Projects

NVidia 3D Vision

The NVidia 3D Vision glasses allow stereo rendering out-of the box for Windows. For that purpose the 3D Vision uses the 3D shutter glasses technique to display alternating left and right renderings for the left and right eye, respectively. This requires double the refresh rate of regular displays, so that the requirement for the 3D Vision to work properly is a monitor with 120 Hz refresh rate.

On Linux there is no out-of-the box support for the 3D Vision. The main problem is to generate the stereo renderings in a synchronized way so that the glasses shut on and off when the alternating stereo renderings are available. Producing alternating stereo renderings is not very difficult with OpenGL for the experienced software developer, so we assume that as given.

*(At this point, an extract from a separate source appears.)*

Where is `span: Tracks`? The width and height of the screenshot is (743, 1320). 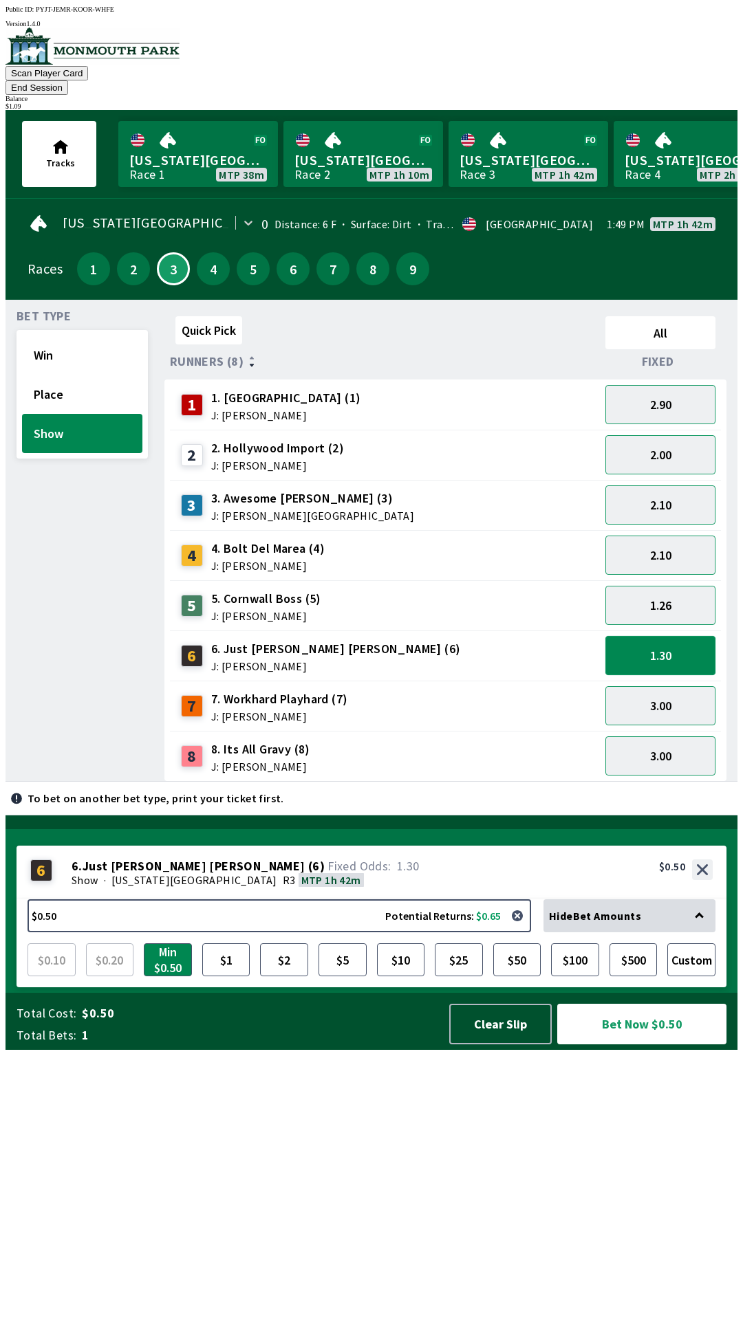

What is left to the developer is to tell the connected glasses to shut on and off. This is done by communicating with the infrared emitter of the 3D Vision so that it sends a correspondingly modulated infrared signal. The emitter is connected to the PC via USB cable. The USB protocol and firmware for the emitter is proprietary and official drivers only exist for Windows. But fortunately, some nice folks have been reverse engineering the protocol, so that it is no principle problem to use the emitter without the Windows drivers. Here is a description of the reverse engineering process:

http://users.csc.calpoly.edu/~zwood/teaching/csc572/final11/rsomers/

As a result of the reverse engineering, we are able to control the 3D Vision emitter on Linux with the aid of the libnvstusb library on SourceForge:

https://sourceforge.net/projects/libnvstusb/

The reverse engineering page and the libnvstusb project are already dating back to 2011 something, so that reproducing the described results on a recent Linux system requires some fine-tuning. The following describes what has to be done, to get the software running on Ubuntu 16.04 LTS (and OpenSuse 13.2):

First we install some required dependencies:

  • proprietary NVIDIA drivers
  • OpenGL development stuff, mainly freeglut3-dev and mesa-utils (freeglut3-devel on OpenSuse)
  • libusb-1.0.0-dev (libusb-1_0-devel on OpenSuse)
  • libdevil-dev (DevIL-devel on OpenSuse)
  • automake

Now, we configure the USB bus for accessing the emitter:

In your /etc/udev/rules.d/ directory, create a new file named 98-nvstusb.rules with the following contents:
# NVIDIA 3D Vision USB IR Emitter
SUBSYSTEM=="usb", ATTR{idVendor}=="0955", ATTR{idProduct}=="0007", MODE="0666"

Next, we setup our LCD to run with 120Hz refresh rate. This can be done with the NVIDIA control panel. To verify the settings, run “glxgears” on the terminal, to see if it reports a frame rate of roughly 120Hz.

And finally, we checkout libnvstusb from SourceForge and compile it:

svn checkout https://svn.code.sf.net/p/libnvstusb/code/ libnvstusb-code
cd libnvstusb-code
./autogen.sh
./configure
make
sudo make install

Unfortunately, the configure script of the library is old and won’t work out-of the box on a recent Ubuntu distribution like Ubuntu 16.04. This means, that the autogen.sh script will not produce a valid configure script. As a bug fix, we have to apply the following patch:

Add the line “AM_PROG_AR” to the file “configure.ac”

Now we can run autogen.sh successfully:

./autogen.sh

Next, we need to run the configure script with additional libraries to link with:

./configure LDFLAGS="-lGL -lm"

Now the library will compile and install successfully:

make
sudo make install

Update: The developer of libnvstusb was so kind to let me include the above bugfix changes in the repository. So automake will run out-of-the-box now. For more details see the commit log on SourceForge:

https://sourceforge.net/p/libnvstusb/code/34/

Have fun with the 3D Vision on Linux!